The Prince of Wales's birthday up the country was celebrated as usual thereaway by the annual horse races on the Wyambeet course, about fourteen miles from Caddagat.

The holding of these races was an elderly institution, and was followed at night by a servants' ball given by one of the squatters. Last year it had been Beecham's ball, the year before Bossier's, and this year it was to take place in the woolshed of James Grant of Yabtree. Our two girls, the gardener, and Joe Slocombe the groom were to be present, as also were all the other employees about. Nearly everyone in the district—masters and men—attended the races. We were going, Frank Hawden volunteering to stay and mind the house.

We started at nine o'clock. Grannie and Uncle Boss sat in the front seat of the buggy, and Aunt Helen and I occupied the back. Uncle always drove at a good round gallop. His idea was to have good horses, not donkeys, and not to spare them, as there were plenty more to be had any day. On this morning he went off at his usual pace. Grannie urged as remonstrance that the dust was fearful when going at that rate. I clapped my hands and exclaimed, “Go it, Mr. Bossier! Well done, Uncle Jay-Jay! Hurrah for Clancy!”

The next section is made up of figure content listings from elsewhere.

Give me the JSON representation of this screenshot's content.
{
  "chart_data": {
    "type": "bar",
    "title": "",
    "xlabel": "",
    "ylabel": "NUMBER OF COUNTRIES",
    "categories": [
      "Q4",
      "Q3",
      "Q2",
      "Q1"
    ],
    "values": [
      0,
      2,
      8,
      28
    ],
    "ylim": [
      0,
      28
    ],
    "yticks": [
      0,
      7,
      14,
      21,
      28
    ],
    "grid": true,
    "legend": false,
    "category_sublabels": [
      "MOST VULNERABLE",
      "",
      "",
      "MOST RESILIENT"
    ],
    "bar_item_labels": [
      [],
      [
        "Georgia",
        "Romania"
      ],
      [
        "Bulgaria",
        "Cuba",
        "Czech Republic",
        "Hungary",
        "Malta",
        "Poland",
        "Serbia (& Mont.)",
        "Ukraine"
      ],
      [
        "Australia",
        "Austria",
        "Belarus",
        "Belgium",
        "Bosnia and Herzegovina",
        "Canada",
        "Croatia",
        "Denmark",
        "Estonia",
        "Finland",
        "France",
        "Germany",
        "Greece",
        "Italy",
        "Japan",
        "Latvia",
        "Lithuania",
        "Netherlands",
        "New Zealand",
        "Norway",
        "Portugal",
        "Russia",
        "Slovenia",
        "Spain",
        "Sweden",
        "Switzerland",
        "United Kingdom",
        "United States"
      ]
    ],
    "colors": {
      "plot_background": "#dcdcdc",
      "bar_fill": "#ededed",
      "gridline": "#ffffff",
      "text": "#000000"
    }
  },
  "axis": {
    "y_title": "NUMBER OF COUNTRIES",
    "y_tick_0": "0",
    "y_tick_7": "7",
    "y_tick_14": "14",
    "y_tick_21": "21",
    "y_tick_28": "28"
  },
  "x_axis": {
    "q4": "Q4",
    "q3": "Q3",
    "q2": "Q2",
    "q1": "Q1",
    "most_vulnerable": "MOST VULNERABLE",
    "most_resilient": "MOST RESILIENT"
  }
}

Uncle first said he was glad to see I had the spirit of an Australian, and then threatened to put my nose above my chin if I failed to behave properly. Grannie remarked that I might have the spirit of an Australian, but I had by no means the manners of a lady; while Aunt Helen ventured a wish that I might expend all my superfluous spirits on the way, so that I would be
enabled to deport myself with a little decorum when we arrived at the racecourse.